Monday, May 31, 2010

Lovesick and Dumbfounded

“(The Lord) takes great delight in you…” (Zephaniah 3:17).

 With apologies to Zephaniah the prophet and my Hebrew professors, I offer this translation:

The Lord, your God is with you—
your hero, mighty to deliver!
He takes great delight in you.
He is speechless with love for you.
Every time he thinks of you he breaks into joyful song!  (Zephaniah 3:17)

I’m awed by the notion that God takes great delight in me, that he breaks into song each time he thinks of my name. But it’s the phrase I render, “He is speechless with love” that dumbfounds me.

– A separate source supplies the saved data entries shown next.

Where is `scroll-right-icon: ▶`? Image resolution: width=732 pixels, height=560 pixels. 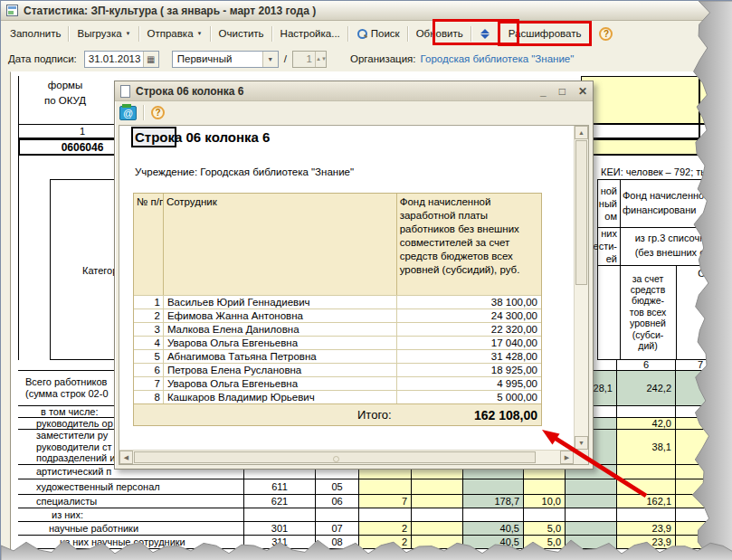
scroll-right-icon: ▶ is located at coordinates (566, 458).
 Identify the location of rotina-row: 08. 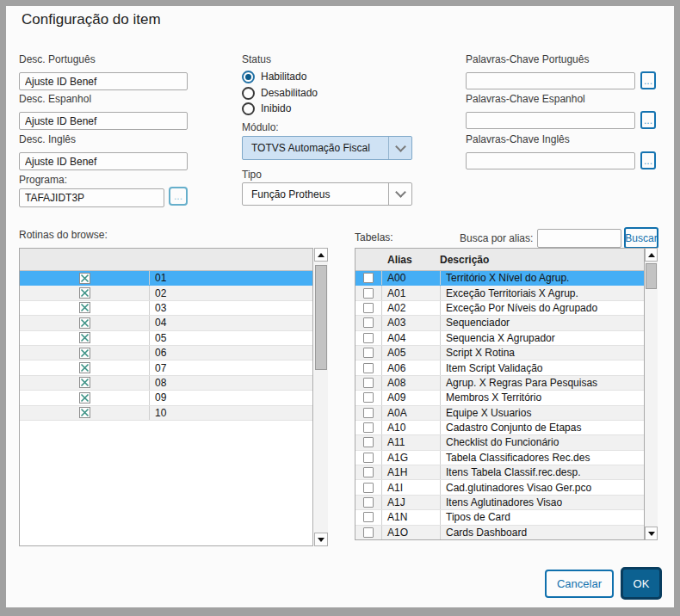
(166, 384).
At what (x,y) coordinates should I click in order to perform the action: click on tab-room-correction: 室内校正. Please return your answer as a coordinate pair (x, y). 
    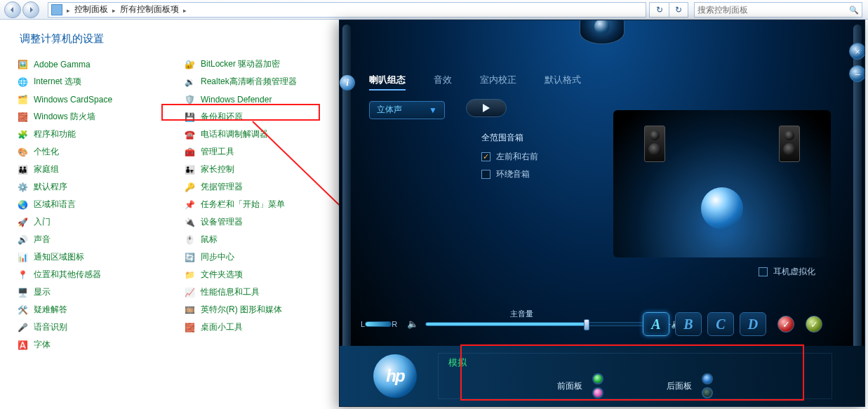
    Looking at the image, I should click on (498, 82).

The verse is usually translated, “He will be quiet in his love,” or in some translations, “He will quiet you with his love.” But the Hebrew verb does not suggest tranquility. It means, “to be dumb,” or “to be speechless.”[1] And since the verb is in parallel with other verbs that describe God’s emotions (“He takes great delight,” and “He breaks into joyful song”) it must point to what he himself feels.

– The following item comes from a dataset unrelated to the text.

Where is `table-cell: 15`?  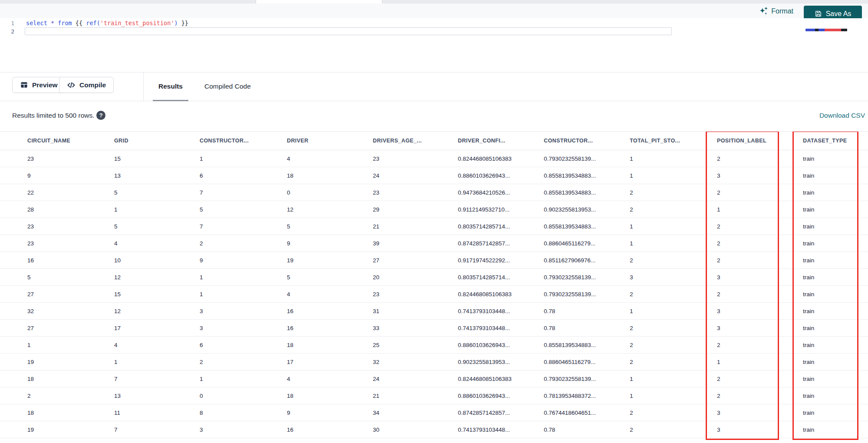 table-cell: 15 is located at coordinates (157, 159).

Could the analogue be a lovesick swain, thunderstruck with love for his beloved, so overcome with affection that he is tongue–tied?  Is God, in some inexplicable, anthropopathic way, “struck dumb” with love each time he thinks of me? If so, to be loved like this is, in turn, to be rendered speechless.

Who is it that God so loves? One who is good and true and breathtakingly beautiful? No. One who is unholy and unsightly, but who “takes refuge in the name of the Lord” (Zephaniah 3:12).

DHR

[1] Jenni-Westerman, Theological Dictionary of the Old Testament.